Читать книгу Enduring Violence - Cecilia Menjívar - Страница 10
ОглавлениеCHAPTER 3
Corporeal Dimensions
of Gender Violence
Woman's Self and Body
Es que yo pienso que para ser felíz, uno tiene que sufrir
primero, y yo no sé como Usted va a interpretar esto, pero
yo estoy bien consciente de que así es. La gente me ha
criticado porque salí embarazada y él está casado con otra;
la gente ha hablado mucho. Pero a lo mejor todavía no he
sufrido lo suficiente como para poder entender la vida.
[I think that in order to be happy, first one has to suffer,
and I don't know how you'll interpret this, but I'm very
conscious that this is how it is. People have criticized me
because I became pregnant and he [the father of the child]
is married to another woman; people have talked a lot. But
maybe I still haven't suffered enough to understand life.]
—Teresa, twenty-one years old
Yo no le puedo decir con exactitud, vaya, por ejemplo, con
números y estadísticas, pero con excepción de quizás uno o
dos casos, yo diría que todas las mujeres en este pueblo son
maltratadas de una u otra forma.
[I really can't tell you exactly, with for example, numbers
and statistics, but with the exception of maybe one or two
cases I would say that every woman in this town is
mistreated in one way or another.]
—Emilia, health care worker
Both gendered and symbolic violence are central to an examination of the embodiment of suffering, not only in the personal, individual dimensions of the physical body, but in its social dimensions as well. In social science theory there have been multiple approaches to the examination of bodily themes and questions surrounding the body, from postmodernist to poststructuralist (see Williams 1999). Green (1998) calls for attention to concrete manifestations of suffering in theorizing about how suffering is embodied, as violence inscribes the body with message and significance.
Heeding Green's call, I focus here on concrete corporeal manifestations of different forms of violence among ladinas in eastern Guatemala, using a sociologically (and anthropologically) informed approach that is substantively grounded. This approach situates corporeal questions within unequal social structures and thus contributes to debates about the relationship between body and society. However, in contrast to examining issues of representation or sexuality, I follow Farmer (2003, 2004) and others (e.g., Martín-Baró 1991a, 1991b, 1991c; Torres-Rivas 1998) to focus on concrete expressions of social suffering, on how multiple forms of violence and macro forces coalesce on the body. Similar to Barbara Sutton's (2010: 2) focus on the body as a way to capture multiple social and material crises in Argentina, my angle here also illuminates how forces beyond individuals’ control “reach…lives and bodies in deeply personal ways.” This examination therefore highlights how “power, history, and gender operate through embodied subjectivity and concrete bodily activity” (Green 1998: 4); how the body connects women to extralocal, even global, realms (Sutton 2004, 2010), and how suffering is normalized in small, routine moments. In Martín-Baró's (1994: 13) conceptualization, this examination exposes the “normal abnormality” that the vulnerable endure.
I first examine the physical expressions of violence as they are manifested in the women's bodies, such as common health ailments that result from emotional distress or from the structural violence that shapes their lives. I underscore the normalization of deeply entrenched gender inequality and domination on the more immediate, physical sphere of body ailments and then discuss how the embodiment of violence is expressed in the control of the body in the social milieu, such as women's socializing and visiting. This approach sheds light on visible and invisible, yet still pervasive, forms of violence manifested in the lives of women. Although direct physical harm is usually accompanied by mental and emotional pain, the latter is sometimes inflicted alone, leaving no physical marks and no possibility for tracking in tables or statistics. As Emilia noted in the quotation above, these forms of violence are equally damaging, as women are just as maltratadas in both cases.
I want to repeat here that even though violence is often concretized in individual acts, my project is to call attention to the structures, cognitive frameworks, internalized dispositions, and ideologies that make these individual acts possible, tolerated, and accepted. Men are of course affected by the same structures that make the women's pain possible. And I do not wish to negate the heterogeneity and complexity of men's identities and understandings of themselves that Matthew C. Gutmann (1996, 2007) documents so well.Thus, while violence can come from acts by those close to the women, my analysis refocuses attention away from purely individual acts to the structures that shape the context in which women's and men's views and actions are shaped.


Activity
Give back every record below word for word, with the pictures omitted.

*** Provided records Section Begins ***

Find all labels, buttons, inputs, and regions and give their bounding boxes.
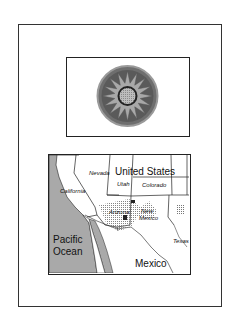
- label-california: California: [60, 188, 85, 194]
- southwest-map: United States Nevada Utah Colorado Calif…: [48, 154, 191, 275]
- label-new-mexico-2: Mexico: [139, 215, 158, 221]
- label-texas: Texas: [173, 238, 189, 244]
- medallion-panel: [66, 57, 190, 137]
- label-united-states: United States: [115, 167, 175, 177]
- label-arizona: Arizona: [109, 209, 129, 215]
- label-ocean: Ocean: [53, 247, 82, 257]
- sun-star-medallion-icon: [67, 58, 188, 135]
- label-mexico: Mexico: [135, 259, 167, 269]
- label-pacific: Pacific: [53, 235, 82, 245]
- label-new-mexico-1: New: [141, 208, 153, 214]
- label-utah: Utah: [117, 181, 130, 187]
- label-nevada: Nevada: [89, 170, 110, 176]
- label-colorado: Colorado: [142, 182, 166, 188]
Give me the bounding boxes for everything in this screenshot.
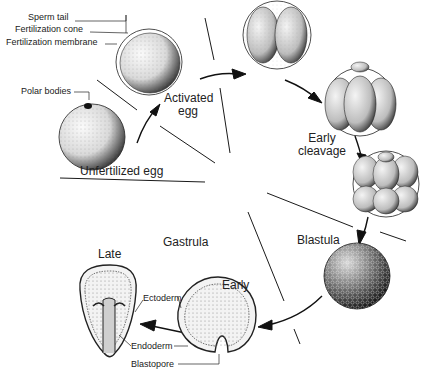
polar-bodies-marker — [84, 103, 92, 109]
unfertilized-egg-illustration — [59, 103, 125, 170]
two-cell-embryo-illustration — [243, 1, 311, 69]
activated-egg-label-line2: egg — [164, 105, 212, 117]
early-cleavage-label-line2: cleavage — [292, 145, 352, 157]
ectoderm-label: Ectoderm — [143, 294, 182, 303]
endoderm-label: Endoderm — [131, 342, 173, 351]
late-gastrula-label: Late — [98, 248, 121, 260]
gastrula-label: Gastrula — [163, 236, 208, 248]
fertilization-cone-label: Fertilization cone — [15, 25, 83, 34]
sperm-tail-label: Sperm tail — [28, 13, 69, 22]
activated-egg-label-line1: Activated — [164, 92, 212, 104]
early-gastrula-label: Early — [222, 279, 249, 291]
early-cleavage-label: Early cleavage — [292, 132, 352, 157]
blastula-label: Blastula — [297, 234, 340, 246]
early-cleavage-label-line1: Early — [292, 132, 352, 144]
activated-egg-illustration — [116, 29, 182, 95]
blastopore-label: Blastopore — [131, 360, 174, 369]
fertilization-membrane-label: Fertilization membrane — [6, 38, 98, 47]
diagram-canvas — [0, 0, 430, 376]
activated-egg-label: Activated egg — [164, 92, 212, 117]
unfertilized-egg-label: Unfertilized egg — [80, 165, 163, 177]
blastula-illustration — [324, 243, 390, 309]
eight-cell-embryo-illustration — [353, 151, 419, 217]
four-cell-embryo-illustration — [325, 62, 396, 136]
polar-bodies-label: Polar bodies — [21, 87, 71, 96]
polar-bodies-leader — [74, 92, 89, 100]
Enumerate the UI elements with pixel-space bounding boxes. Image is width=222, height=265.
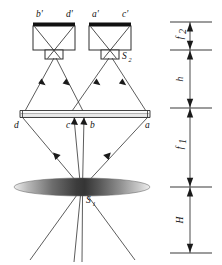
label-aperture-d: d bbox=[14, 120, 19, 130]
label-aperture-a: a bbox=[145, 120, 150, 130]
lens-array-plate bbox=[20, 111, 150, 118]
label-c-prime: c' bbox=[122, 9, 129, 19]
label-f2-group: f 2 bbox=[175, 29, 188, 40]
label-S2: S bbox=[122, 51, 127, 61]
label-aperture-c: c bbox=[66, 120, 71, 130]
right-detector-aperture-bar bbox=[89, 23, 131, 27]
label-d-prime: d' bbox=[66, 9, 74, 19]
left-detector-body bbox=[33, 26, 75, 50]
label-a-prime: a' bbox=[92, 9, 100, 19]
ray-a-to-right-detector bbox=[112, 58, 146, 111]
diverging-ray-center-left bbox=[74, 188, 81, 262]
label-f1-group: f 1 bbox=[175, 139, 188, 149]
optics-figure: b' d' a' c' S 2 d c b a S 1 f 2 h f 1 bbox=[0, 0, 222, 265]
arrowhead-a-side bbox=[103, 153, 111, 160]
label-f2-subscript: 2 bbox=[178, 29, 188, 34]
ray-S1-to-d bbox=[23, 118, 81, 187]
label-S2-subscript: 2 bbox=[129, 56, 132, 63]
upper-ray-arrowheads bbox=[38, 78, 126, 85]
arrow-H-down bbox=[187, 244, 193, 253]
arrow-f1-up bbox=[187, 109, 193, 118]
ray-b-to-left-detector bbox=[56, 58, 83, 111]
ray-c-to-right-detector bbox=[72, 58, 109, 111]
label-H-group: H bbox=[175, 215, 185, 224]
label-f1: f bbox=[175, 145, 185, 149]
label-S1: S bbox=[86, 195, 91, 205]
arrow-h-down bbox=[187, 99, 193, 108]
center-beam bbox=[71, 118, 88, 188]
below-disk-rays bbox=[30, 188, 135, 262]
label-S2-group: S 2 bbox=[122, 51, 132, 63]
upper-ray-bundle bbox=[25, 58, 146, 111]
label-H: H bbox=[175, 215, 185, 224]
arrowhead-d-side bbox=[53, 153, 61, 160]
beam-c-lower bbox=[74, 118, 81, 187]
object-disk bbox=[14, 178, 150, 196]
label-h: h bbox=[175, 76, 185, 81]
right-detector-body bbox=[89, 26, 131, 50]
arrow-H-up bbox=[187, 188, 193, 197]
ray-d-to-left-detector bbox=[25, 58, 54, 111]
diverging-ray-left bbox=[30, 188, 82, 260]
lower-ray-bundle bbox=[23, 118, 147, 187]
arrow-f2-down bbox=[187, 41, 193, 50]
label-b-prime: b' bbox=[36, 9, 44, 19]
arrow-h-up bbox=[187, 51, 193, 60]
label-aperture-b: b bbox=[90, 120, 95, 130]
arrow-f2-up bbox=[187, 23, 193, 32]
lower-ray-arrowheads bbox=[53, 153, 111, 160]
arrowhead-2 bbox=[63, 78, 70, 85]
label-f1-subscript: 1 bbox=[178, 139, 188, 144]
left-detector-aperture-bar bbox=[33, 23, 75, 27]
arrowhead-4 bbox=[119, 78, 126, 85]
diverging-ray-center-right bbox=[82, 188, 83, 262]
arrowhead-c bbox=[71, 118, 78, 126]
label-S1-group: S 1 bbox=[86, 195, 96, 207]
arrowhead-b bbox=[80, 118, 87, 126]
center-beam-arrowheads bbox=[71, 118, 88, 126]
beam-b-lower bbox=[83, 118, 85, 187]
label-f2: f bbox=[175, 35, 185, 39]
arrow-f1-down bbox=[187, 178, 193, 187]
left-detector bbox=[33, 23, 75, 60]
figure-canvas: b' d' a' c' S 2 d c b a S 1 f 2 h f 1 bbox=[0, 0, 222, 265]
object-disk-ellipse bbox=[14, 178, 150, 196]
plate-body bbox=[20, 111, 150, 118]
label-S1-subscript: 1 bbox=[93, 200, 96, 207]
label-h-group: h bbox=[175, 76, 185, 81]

*** Provided records Section Ends ***

Solution below
Find all labels, buttons, inputs, and regions and give their bounding boxes.
- label-california: California: [60, 188, 85, 194]
- southwest-map: United States Nevada Utah Colorado Calif…: [48, 154, 191, 275]
- label-new-mexico-2: Mexico: [139, 215, 158, 221]
- label-texas: Texas: [173, 238, 189, 244]
- medallion-panel: [66, 57, 190, 137]
- label-united-states: United States: [115, 167, 175, 177]
- label-arizona: Arizona: [109, 209, 129, 215]
- label-ocean: Ocean: [53, 247, 82, 257]
- sun-star-medallion-icon: [67, 58, 188, 135]
- label-mexico: Mexico: [135, 259, 167, 269]
- label-pacific: Pacific: [53, 235, 82, 245]
- label-new-mexico-1: New: [141, 208, 153, 214]
- label-utah: Utah: [117, 181, 130, 187]
- label-nevada: Nevada: [89, 170, 110, 176]
- label-colorado: Colorado: [142, 182, 166, 188]
Give me the bounding boxes for everything in this screenshot.
polar-bodies-marker — [84, 103, 92, 109]
unfertilized-egg-illustration — [59, 103, 125, 170]
two-cell-embryo-illustration — [243, 1, 311, 69]
activated-egg-label-line2: egg — [164, 105, 212, 117]
early-cleavage-label-line2: cleavage — [292, 145, 352, 157]
ectoderm-label: Ectoderm — [143, 294, 182, 303]
endoderm-label: Endoderm — [131, 342, 173, 351]
late-gastrula-label: Late — [98, 248, 121, 260]
gastrula-label: Gastrula — [163, 236, 208, 248]
fertilization-cone-label: Fertilization cone — [15, 25, 83, 34]
sperm-tail-label: Sperm tail — [28, 13, 69, 22]
activated-egg-label-line1: Activated — [164, 92, 212, 104]
early-gastrula-label: Early — [222, 279, 249, 291]
early-cleavage-label: Early cleavage — [292, 132, 352, 157]
blastula-label: Blastula — [297, 234, 340, 246]
early-cleavage-label-line1: Early — [292, 132, 352, 144]
activated-egg-illustration — [116, 29, 182, 95]
blastopore-label: Blastopore — [131, 360, 174, 369]
fertilization-membrane-label: Fertilization membrane — [6, 38, 98, 47]
diagram-canvas — [0, 0, 430, 376]
activated-egg-label: Activated egg — [164, 92, 212, 117]
unfertilized-egg-label: Unfertilized egg — [80, 165, 163, 177]
blastula-illustration — [324, 243, 390, 309]
eight-cell-embryo-illustration — [353, 151, 419, 217]
four-cell-embryo-illustration — [325, 62, 396, 136]
polar-bodies-label: Polar bodies — [21, 87, 71, 96]
polar-bodies-leader — [74, 92, 89, 100]
Enumerate the UI elements with pixel-space bounding boxes. Image is width=222, height=265.
label-aperture-d: d bbox=[14, 120, 19, 130]
label-aperture-a: a bbox=[145, 120, 150, 130]
lens-array-plate bbox=[20, 111, 150, 118]
label-c-prime: c' bbox=[122, 9, 129, 19]
label-f2-group: f 2 bbox=[175, 29, 188, 40]
label-S2: S bbox=[122, 51, 127, 61]
label-aperture-c: c bbox=[66, 120, 71, 130]
right-detector-aperture-bar bbox=[89, 23, 131, 27]
label-d-prime: d' bbox=[66, 9, 74, 19]
left-detector-body bbox=[33, 26, 75, 50]
label-a-prime: a' bbox=[92, 9, 100, 19]
ray-a-to-right-detector bbox=[112, 58, 146, 111]
diverging-ray-center-left bbox=[74, 188, 81, 262]
label-f1-group: f 1 bbox=[175, 139, 188, 149]
optics-figure: b' d' a' c' S 2 d c b a S 1 f 2 h f 1 bbox=[0, 0, 222, 265]
arrowhead-a-side bbox=[103, 153, 111, 160]
label-f2-subscript: 2 bbox=[178, 29, 188, 34]
ray-S1-to-d bbox=[23, 118, 81, 187]
label-S2-subscript: 2 bbox=[129, 56, 132, 63]
upper-ray-arrowheads bbox=[38, 78, 126, 85]
arrow-H-down bbox=[187, 244, 193, 253]
arrow-f1-up bbox=[187, 109, 193, 118]
ray-b-to-left-detector bbox=[56, 58, 83, 111]
ray-c-to-right-detector bbox=[72, 58, 109, 111]
label-H-group: H bbox=[175, 215, 185, 224]
label-f1: f bbox=[175, 145, 185, 149]
label-S1: S bbox=[86, 195, 91, 205]
arrow-h-down bbox=[187, 99, 193, 108]
center-beam bbox=[71, 118, 88, 188]
below-disk-rays bbox=[30, 188, 135, 262]
label-S2-group: S 2 bbox=[122, 51, 132, 63]
upper-ray-bundle bbox=[25, 58, 146, 111]
label-H: H bbox=[175, 215, 185, 224]
arrowhead-d-side bbox=[53, 153, 61, 160]
beam-c-lower bbox=[74, 118, 81, 187]
object-disk bbox=[14, 178, 150, 196]
label-h: h bbox=[175, 76, 185, 81]
right-detector-body bbox=[89, 26, 131, 50]
arrow-H-up bbox=[187, 188, 193, 197]
ray-d-to-left-detector bbox=[25, 58, 54, 111]
diverging-ray-left bbox=[30, 188, 82, 260]
lower-ray-bundle bbox=[23, 118, 147, 187]
arrow-f2-down bbox=[187, 41, 193, 50]
label-b-prime: b' bbox=[36, 9, 44, 19]
arrow-h-up bbox=[187, 51, 193, 60]
label-aperture-b: b bbox=[90, 120, 95, 130]
arrow-f2-up bbox=[187, 23, 193, 32]
lower-ray-arrowheads bbox=[53, 153, 111, 160]
arrowhead-2 bbox=[63, 78, 70, 85]
label-f1-subscript: 1 bbox=[178, 139, 188, 144]
left-detector-aperture-bar bbox=[33, 23, 75, 27]
arrowhead-4 bbox=[119, 78, 126, 85]
diverging-ray-center-right bbox=[82, 188, 83, 262]
arrowhead-c bbox=[71, 118, 78, 126]
label-S1-group: S 1 bbox=[86, 195, 96, 207]
arrowhead-b bbox=[80, 118, 87, 126]
center-beam-arrowheads bbox=[71, 118, 88, 126]
beam-b-lower bbox=[83, 118, 85, 187]
label-f2: f bbox=[175, 35, 185, 39]
arrow-f1-down bbox=[187, 178, 193, 187]
left-detector bbox=[33, 23, 75, 60]
figure-canvas: b' d' a' c' S 2 d c b a S 1 f 2 h f 1 bbox=[0, 0, 222, 265]
object-disk-ellipse bbox=[14, 178, 150, 196]
plate-body bbox=[20, 111, 150, 118]
label-S1-subscript: 1 bbox=[93, 200, 96, 207]
label-h-group: h bbox=[175, 76, 185, 81]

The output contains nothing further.